The ruling came about as a result of a case involving a surrogate and father from the Washington suburban area.

The woman who carried the twins for a father used an egg donor and had no genetic relationship to them. Both she and the father did not want her listed as the mother, the Associated Press reported.

The decision was 56 pages long and was 4-3 in favour of not putting a baby’s mother on the birth certificate.

Dorrance Dickens, the lawyer for the father and surrogate, was pleased with the outcome and told the AP, “Maryland’s breaking ground here.”

Maryland’s Equal Rights Amendment was utilised in arguing this decision: Maryland law already says that a man who doesn’t have a genetic relationship to a child may be ruled not to be the dad, so it should be the same for a mother, the majority said.

One of the judges, however, was not in agreement with the ruling.
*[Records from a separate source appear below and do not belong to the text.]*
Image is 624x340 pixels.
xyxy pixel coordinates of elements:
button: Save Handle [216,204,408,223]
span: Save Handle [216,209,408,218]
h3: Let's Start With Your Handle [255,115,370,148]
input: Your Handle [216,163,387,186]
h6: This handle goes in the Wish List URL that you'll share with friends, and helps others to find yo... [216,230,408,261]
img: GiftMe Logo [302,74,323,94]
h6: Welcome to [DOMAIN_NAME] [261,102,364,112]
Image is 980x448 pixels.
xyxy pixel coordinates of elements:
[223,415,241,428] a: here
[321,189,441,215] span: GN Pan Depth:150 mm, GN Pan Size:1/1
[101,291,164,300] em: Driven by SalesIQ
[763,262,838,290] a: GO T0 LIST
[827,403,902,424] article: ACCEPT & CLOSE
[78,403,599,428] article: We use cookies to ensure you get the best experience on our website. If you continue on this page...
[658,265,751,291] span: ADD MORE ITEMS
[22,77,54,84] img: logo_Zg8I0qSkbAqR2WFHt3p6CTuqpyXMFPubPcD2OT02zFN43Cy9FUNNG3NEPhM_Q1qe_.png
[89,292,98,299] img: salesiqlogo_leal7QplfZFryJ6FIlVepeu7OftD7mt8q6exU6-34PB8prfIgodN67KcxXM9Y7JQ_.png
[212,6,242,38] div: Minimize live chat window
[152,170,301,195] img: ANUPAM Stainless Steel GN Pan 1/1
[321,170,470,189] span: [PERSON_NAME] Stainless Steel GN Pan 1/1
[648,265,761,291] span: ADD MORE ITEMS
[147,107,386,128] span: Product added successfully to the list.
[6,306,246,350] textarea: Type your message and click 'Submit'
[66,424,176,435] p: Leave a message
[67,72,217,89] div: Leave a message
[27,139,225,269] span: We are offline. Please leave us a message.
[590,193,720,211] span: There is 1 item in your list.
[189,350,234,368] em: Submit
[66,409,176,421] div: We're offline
Judge Dale Cathell wrote: “the majority, in essence, holds that if you do not intend to be the mother, you should not be responsible as a mother. [But] there are probably tens, if not hundreds of thousands, of fathers (and certainly mothers as well) who did not intend to be parents at the time of the actions that led to conception, who have been judicially determined to be responsible for the support of the child they did not intend to conceive.”

The children were born in 2001 and the case was argued in Maryland’s Court of Appeals, its highest court.